Showing Donors What Their Gifts Can Do Pays Off for Nonprofits

The Venice Family Clinic in California boosted giving significantly at its annual art auction by including specific information on exactly how their donors’ money would be spent. The Venice Family Clinic in California boosted giving significantly at its annual art auction by including specific information on exactly how their donors’ money would be spent.

June 17, 2014 | Read Time: 3 minutes

Attendees at a fundraising art show in California last month might have been focused on buying, say, a black-and-white photographic homage to blues legend Robert Johnson. But it would have been hard to miss the main purpose of the art sale: providing health and wellness for the underserved.

Venice Family Clinic, which has run the Venice Art Walk & Auctions as its biggest fundraiser every year since 1979, made an extra effort this year to communicate exactly how the money will be spent.

As usual, each bid sheet included descriptions of the artist and the piece, the opening bid, and the bid increment. At this year’s event, however, the sheets included another piece of information: what the bid increment could pay for.

So for each $50 increase required in the bidding for Kwaku Alston’s blues homage, for example, the bid sheet specified that the charity could buy an infant car seat. The $250 increments required on another work of art, bidders were told, could cover “specialty care” for a patient with diabetes.

“We are tying every single activity to impact,” says Laney Kapgan, the clinic’s chief development officer. “We’re telling them, You are not just buying art, you are buying a difference in someone’s life.”


Ms. Kapgan believes the messaging, which included signs around the gallery areas listing the cost of some of the clinic’s services, helped boost bids. The event raised about $700,000, up from $584,000 last year.

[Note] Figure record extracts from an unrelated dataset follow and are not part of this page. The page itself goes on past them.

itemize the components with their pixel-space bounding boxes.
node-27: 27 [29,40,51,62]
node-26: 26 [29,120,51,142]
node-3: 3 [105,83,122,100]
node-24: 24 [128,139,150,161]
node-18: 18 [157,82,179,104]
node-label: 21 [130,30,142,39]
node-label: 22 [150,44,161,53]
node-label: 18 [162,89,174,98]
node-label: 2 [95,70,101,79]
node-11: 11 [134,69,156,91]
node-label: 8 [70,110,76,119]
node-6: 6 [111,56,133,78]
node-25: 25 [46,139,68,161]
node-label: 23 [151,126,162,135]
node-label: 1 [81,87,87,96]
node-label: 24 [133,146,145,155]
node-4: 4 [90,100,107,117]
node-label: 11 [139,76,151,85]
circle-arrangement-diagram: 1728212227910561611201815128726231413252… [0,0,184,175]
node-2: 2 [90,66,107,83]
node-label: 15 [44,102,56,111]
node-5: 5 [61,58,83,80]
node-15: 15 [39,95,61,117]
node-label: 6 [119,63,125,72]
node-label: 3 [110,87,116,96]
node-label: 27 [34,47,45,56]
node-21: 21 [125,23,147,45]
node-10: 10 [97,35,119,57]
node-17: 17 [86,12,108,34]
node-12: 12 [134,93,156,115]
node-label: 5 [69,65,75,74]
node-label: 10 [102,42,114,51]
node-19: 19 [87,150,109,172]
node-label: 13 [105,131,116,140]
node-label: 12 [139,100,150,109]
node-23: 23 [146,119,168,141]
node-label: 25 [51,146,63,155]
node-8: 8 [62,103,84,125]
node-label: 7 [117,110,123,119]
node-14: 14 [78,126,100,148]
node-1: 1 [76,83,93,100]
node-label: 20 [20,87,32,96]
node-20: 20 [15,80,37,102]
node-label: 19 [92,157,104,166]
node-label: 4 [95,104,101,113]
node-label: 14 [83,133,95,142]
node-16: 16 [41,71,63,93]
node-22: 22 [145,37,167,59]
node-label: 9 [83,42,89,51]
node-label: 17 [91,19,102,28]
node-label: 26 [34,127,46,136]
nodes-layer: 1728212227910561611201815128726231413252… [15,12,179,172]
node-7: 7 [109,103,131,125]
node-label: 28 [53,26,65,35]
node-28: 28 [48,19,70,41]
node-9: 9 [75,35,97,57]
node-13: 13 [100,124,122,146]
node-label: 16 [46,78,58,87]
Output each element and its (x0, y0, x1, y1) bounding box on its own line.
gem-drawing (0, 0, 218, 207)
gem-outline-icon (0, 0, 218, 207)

UWC-USA, which runs a two-year residential high-school program in New Mexico for students from around the world, is taking a similar approach to fundraising this year. For the first time, the school, which is affiliated with 13 other schools of its kind on five continents, is linking alumni class gifts to a specific spending goal. Instead of collecting money from alumni to be added to the larger kitty, several graduating classes are each being challenged to raise $40,000, about what it will take to cover the full tuition and expenses for a single student in the coming school year.

Once the school chooses the scholarship recipient, alumni from the sponsoring class will receive a photograph and a short bio of the student. Halfway through the school year, the student will be expected to write a note thanking the donors and letting them know about his or her academics and activities. At the end of the year, the school will update donors on the student’s progress.

UWC-USA, which used to be known as the Armand Hammer United World College of the American West, tested the fundraising program with a couple of graduating classes this year. Students who graduated in 1985 gave about $16,000 for their class gift in 2013. This year, that class has raised more than $43,000, with an additional $8,500 already pledged toward next year and another year’s scholarship.

“It’s motivating to know you’ll have that connection to that student,” says Christie Baskett, UWC-USA’s vice president for advancement. “Our alumni are spread out all over the world so something like this can really bring it home for them, make their donations come to life.”


About the Author

Contributor

Debra E. Blum is a freelance writer and has been a contributor to The Chronicle of Philanthropy since 2002. She is based in Pennsylvania, and graduated from Duke University.